4 thoughts on “Drunken Manslaughter Trip in Cambodia

  1. When I was born it wasn’t anywhere near as socially unacceptable to drive drunk in the US as it is now.

    How long did it take for that to change in North America?

    What’s the attitude in other parts of the world (e.g., Europe)?

    What will it take to change the mindset in Korea?

    MADD wasn’t founded until the 1980s, and that did more to educate and help cohere social pressure against drunk driving than anything else that I’m aware of. What will it take to do that in Korea?

  2. Julia,

    I’d argue that in Korea there are fewer longstanding taboos about extreme use of alcohol itself, which contributes to the drunk-driving problem. Reading about gin lane and thinking back over the moral reformers and manner ssociety movements, and teetotal movements for that matter, the only thing vaguelty similar here are the taboos on women drinking (which seem to be falling away increasingly) and the avoidance of alcohol by (mostly female) Protestant Christians. But the things people get away with here because they’re drunk are sometimes astonishing.

    A lot of people here drink just to get absolutely smashed, something like how I think teenagers drink in North America.

    It’s odd for me — growing up in Canada in the 1980s and 1990s, I was very aware of MADD, saw lots of PSAs about drunk driving, and so on. I only ever saw one person drink and drive while I was living in Canada.

    So I don’t know what will change the attitudes here. Maybe the occasional crackdowns have helped, but I doubt it. Something like MADD would probably help change how the kids growing up think about it, but… well, probably some kind of enforcement of traffic laws would help. Strict punishments for being caught drunk driving.

    But alcohol is such a huge part of socializing here, and other social changes will need to come before people do anything not involving drinking on a social outing. There’s just so little to do in groups here, and people seem to depend on drinking to relax and socialize. To the point where alcohol is seemingly a crucial social glue, but… er, I’m getting ahead of myself. I’ll continue on about this in the Gin Lane & Soju-ro posts I’ll be working on this summer and fall.

    I guess I feel like this: there’s infrastructure to deal with the problem (a justice system); there’s more than enough resources; but there’s really no political will, and a less-strong penchant for forming societies or groups like MADD. This is what Koreans sometimes mean when they call Korea a developing country: there’s resources, but the mindset hasn’t changed.

    I, for the most part, find that a frustrating cop-out, though I try to be generous and understand.

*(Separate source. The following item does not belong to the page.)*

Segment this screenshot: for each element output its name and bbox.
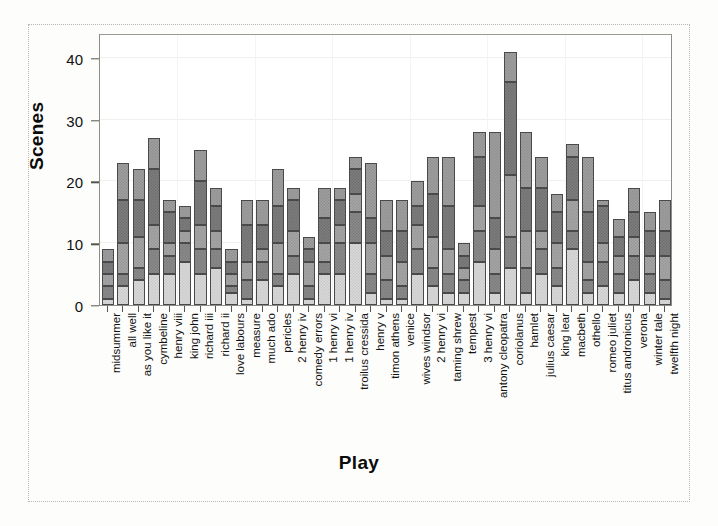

  3. So, the culture isn’t primed for the same sort of response that North American culture was primed for when MADD came along and started hitting us all with clue-by-fours.

    It sounds like if there’s going to be a change in mindset, it’s going to take a lot more work than it did in North America.

  4. I know a woman who asked some high schoolers what they thought it would take for change to happen in areas like this. Their response, uncharacteristically negative for such young people, was, “When all the people who are adults right now die, things will change.”

    Which is pretty gloomy, even gloomier than I’m willing to accept, but I think there is a level on which it’s true cultures change at the speed of death. Cultures certainly change at a different pace than the societies who live within them — hence subcultures, culture wars, and so on.

    I think the somewhat different mode of socializing, the role alcohol plays in it, and other cultural changes will be necessary. Things probably are changing already, and have done for years, but I’m dubious a movement like MADD would even arise at this point, let alone whether it would bring about change.

    Maybe some of the reasons I think so will come clearer in my continuing posts on Gin Lane and Soju-ro.